Just a single school trustee remains wary about the district’s plan to bolster its budgets by attracting more international students to local schools.
“I think I’m the only one of this board who has really deep reservations about this program,” said Linda Beaven, a former Summerland teacher who was elected in 2011 to the board of the Okanagan Skaha School District.
She raised more concerns earlier this month during a finance committee meeting at which superintendent Wendy Hyer proposed modest fee increases for international students.
According to Hyer’s recommendations, which were accepted by the board at its Monday meeting, international students who attend school here for a full year will pay $12,000 tuition. That’s almost double the $6,784 the district receives from the B.C. government for each of its domestic students, and it’s a differential the board decided to target following budget deliberations last spring.
All told, a full-year international student would pay the district $20,900, which would cover tuition, room and board, and medical insurance. That’s up from $20,025 this year, but still slightly less than the amount charged by districts to the north.
Money’s not the issue for Beaven, who said at a meeting in September that a single Chinese student in one of her English 11 classes took up a quarter of her time.
At this Wednesday’s meeting she raised concerns about how much time visiting students will spend in English-as-a-second-language classes and how much time will be devoted to keeping tabs on the kids’ home lives while they’re here.
Hyer said two groups of Korean students totalling about 30 kids who are coming in January will each get three hours of ESL instruction per week from two newly hired teachers. And further, the kids will be focused mainly on learning English during their four weeks here, so their regular teachers will be told to focus less on academics and more on making the visitors feel welcome.
As for monitoring of the kids’ host families, Hyer said two people in the Vernon School District look after 200 kids there.
“Monitoring could be 15 minutes one month, two hours the next month,” she said, adding the homestay co-ordinator here will also be expected to organize some social activities.
Besides the Koreans, the district is also expecting in January nine students from Japan, who will stay until next December, and three from Germany, who will stay until June.

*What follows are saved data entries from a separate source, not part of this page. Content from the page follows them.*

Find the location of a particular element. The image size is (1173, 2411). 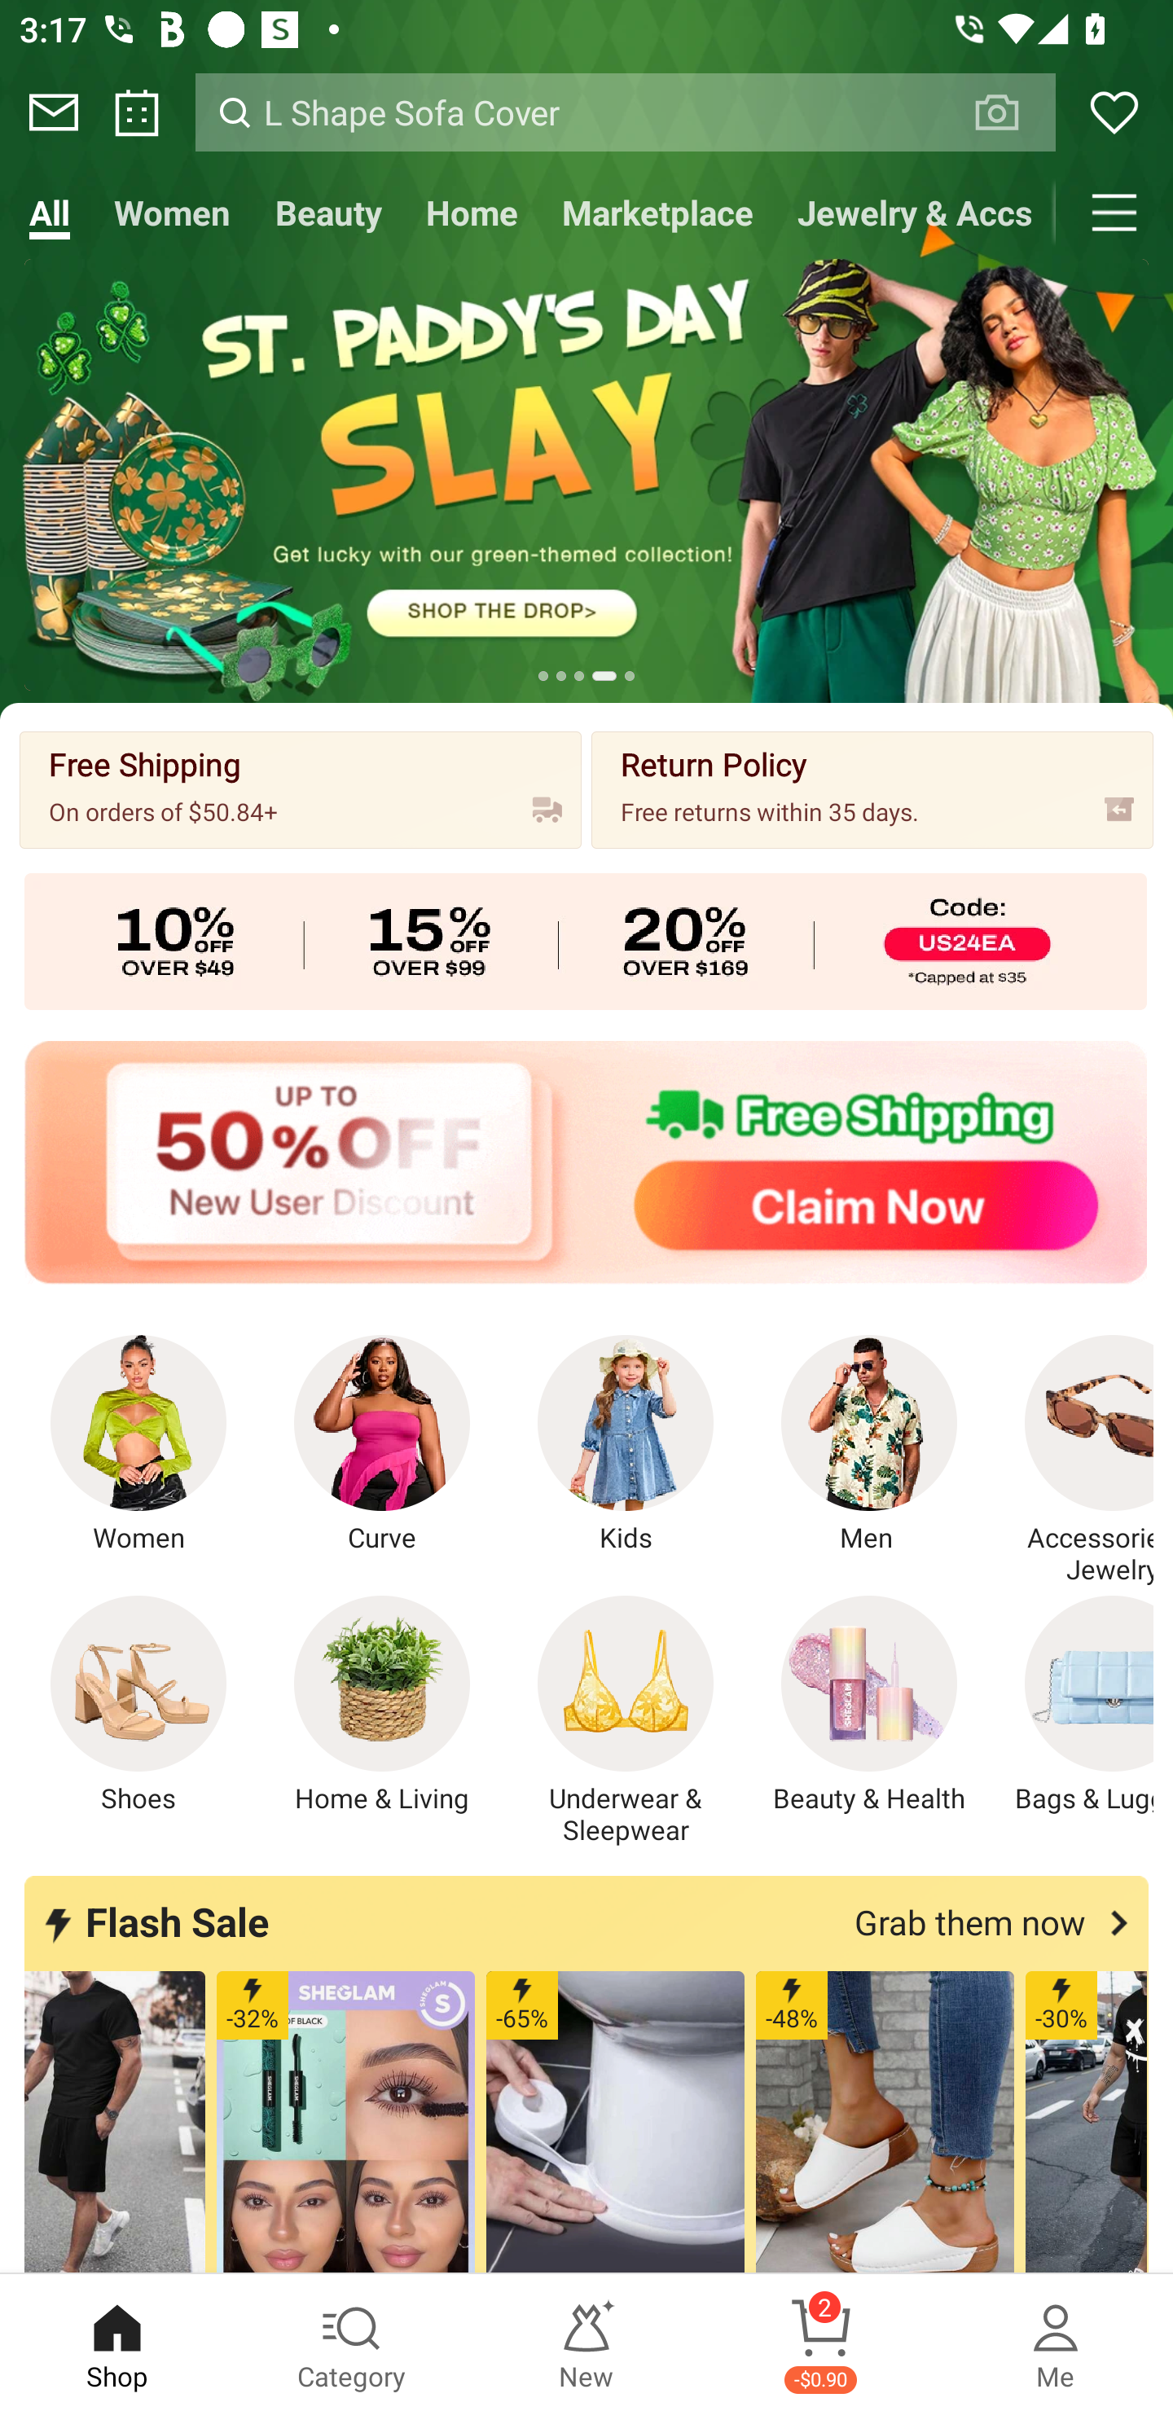

Kids is located at coordinates (625, 1445).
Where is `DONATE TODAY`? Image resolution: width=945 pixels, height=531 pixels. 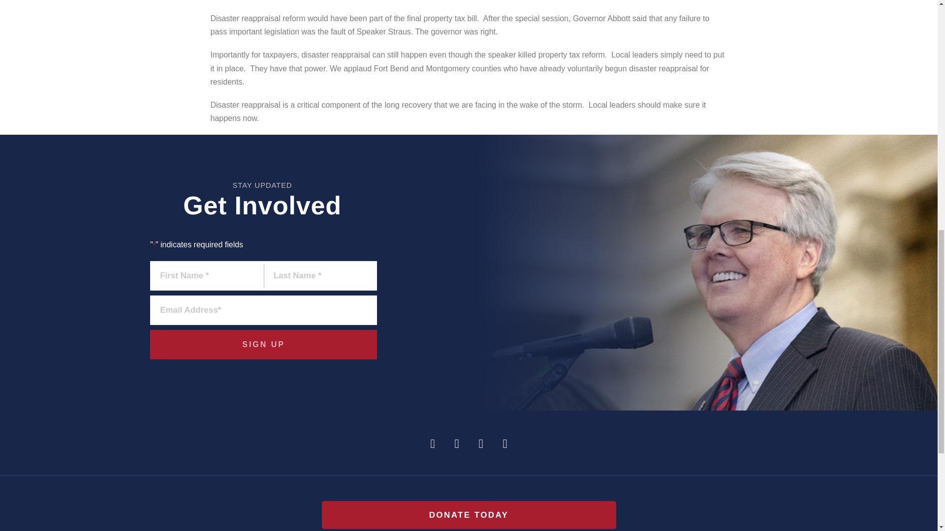
DONATE TODAY is located at coordinates (468, 515).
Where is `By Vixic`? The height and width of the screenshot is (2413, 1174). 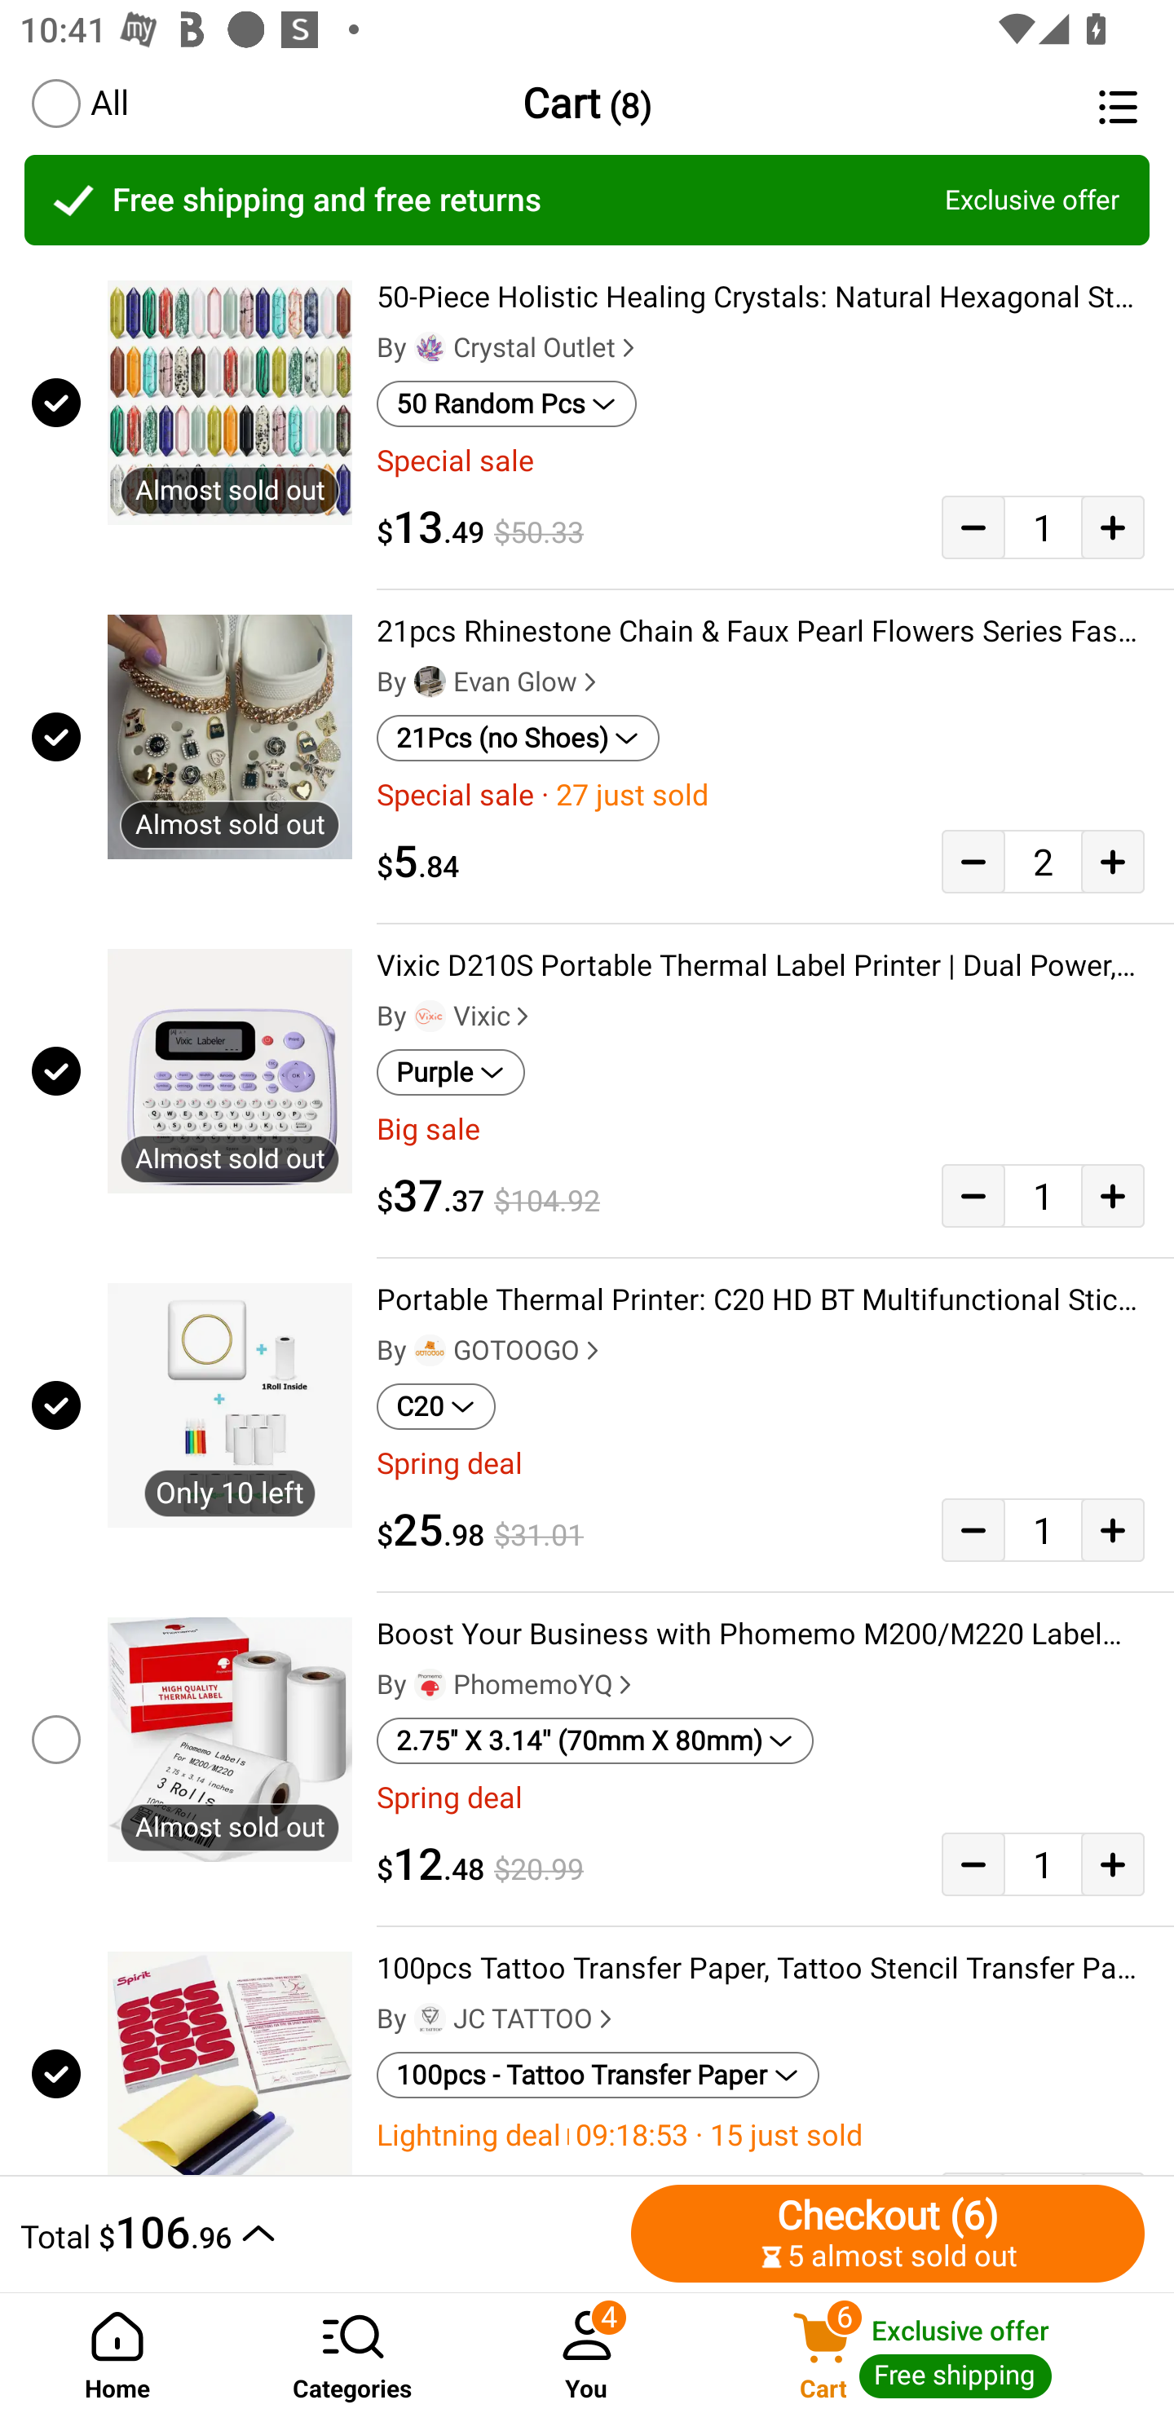
By Vixic is located at coordinates (455, 1016).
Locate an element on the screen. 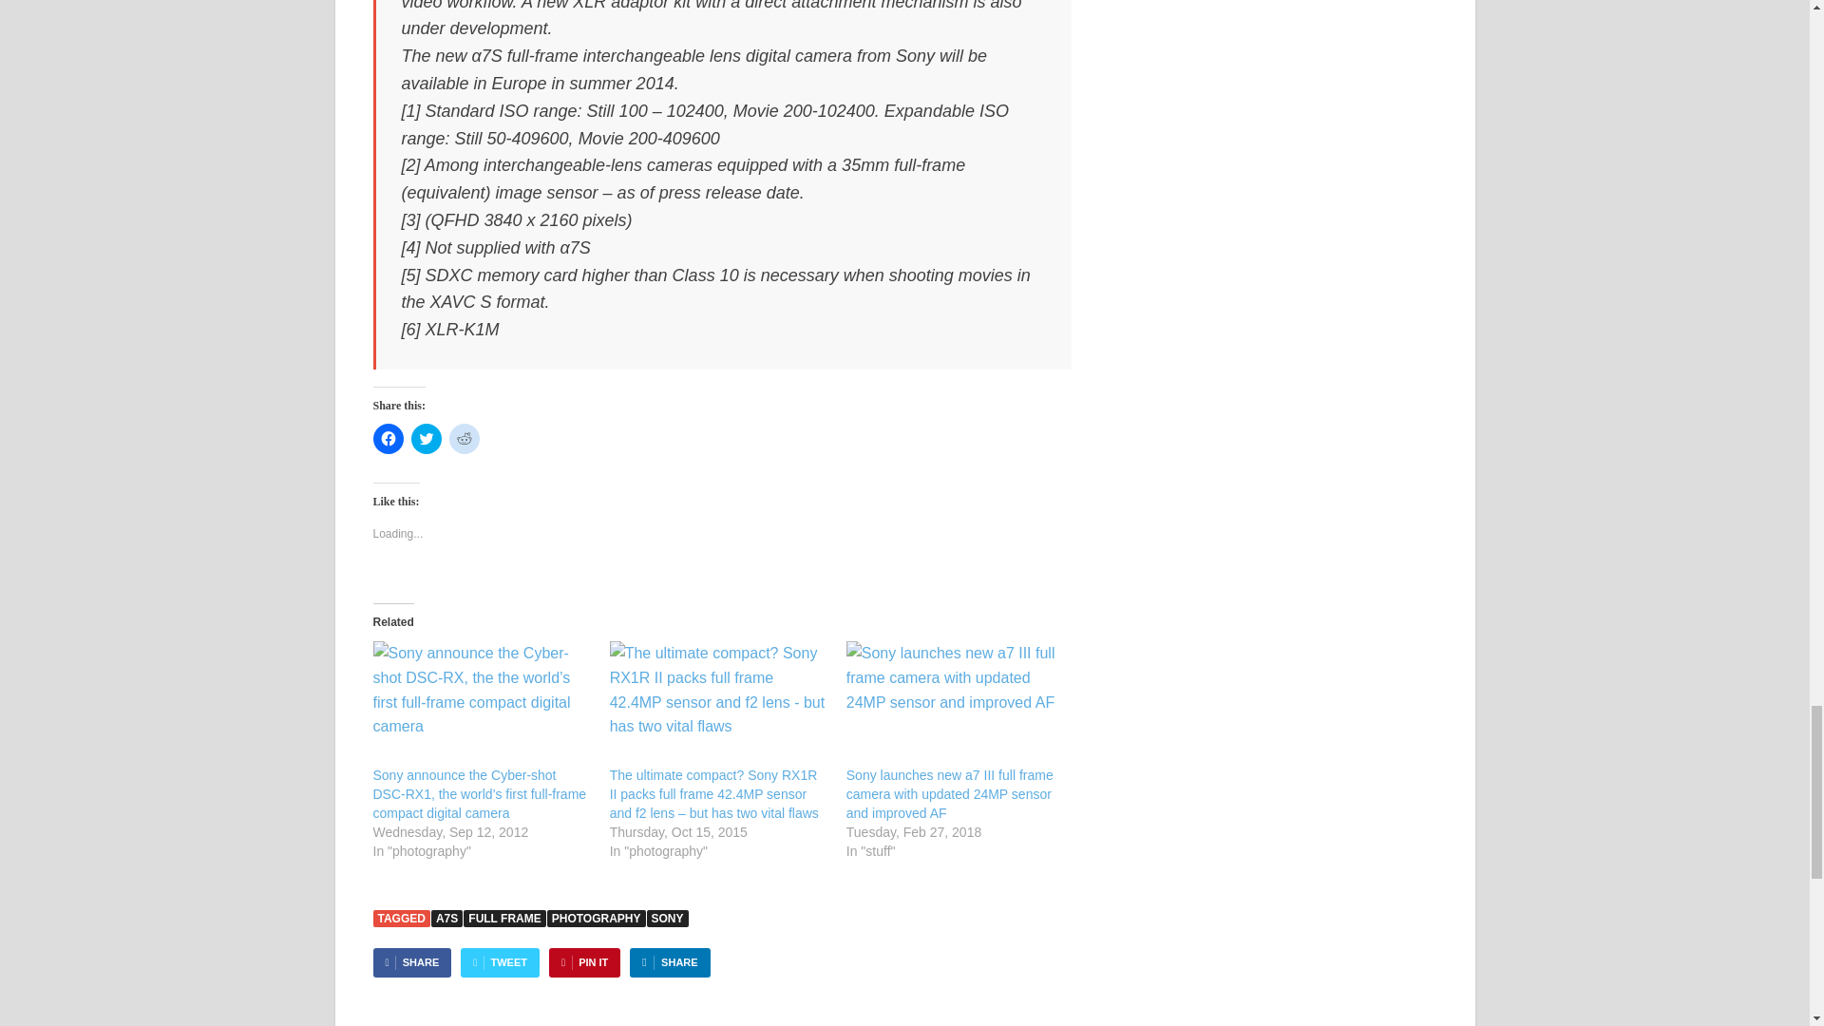  PHOTOGRAPHY is located at coordinates (597, 918).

Hyer said recruitment efforts through overseas placement agencies will ramp up in January now that the district has laid the groundwork here with new promotional materials, fee structures and staff.
Asked for their thoughts at last week’s committee meeting on expansion of the international program, all of the school trustees, with the exception of Beaven, touted a range of expected benefits.
Trustee Shelley Clarke said she’s met international students through one of her children and “they are enthusiastic and very enjoyable to be around. The fact that they’re supporting our other students in our school system is a boon.
“And I like the fact they’re going to be in our communities and giving some international spice to our non-international small town,” Clarke said.
Trustee Linda Van Alphen said that she would reserve judgment until after a one-year review of the enhanced international-student program has been completed to make sure it delivers the promised educational, social and financial benefits.
“That’s part of what we agreed to as a board,” she said. “We think it’s a good idea, but at the end of the day, we’re not going to do something that’s detrimental to our children.”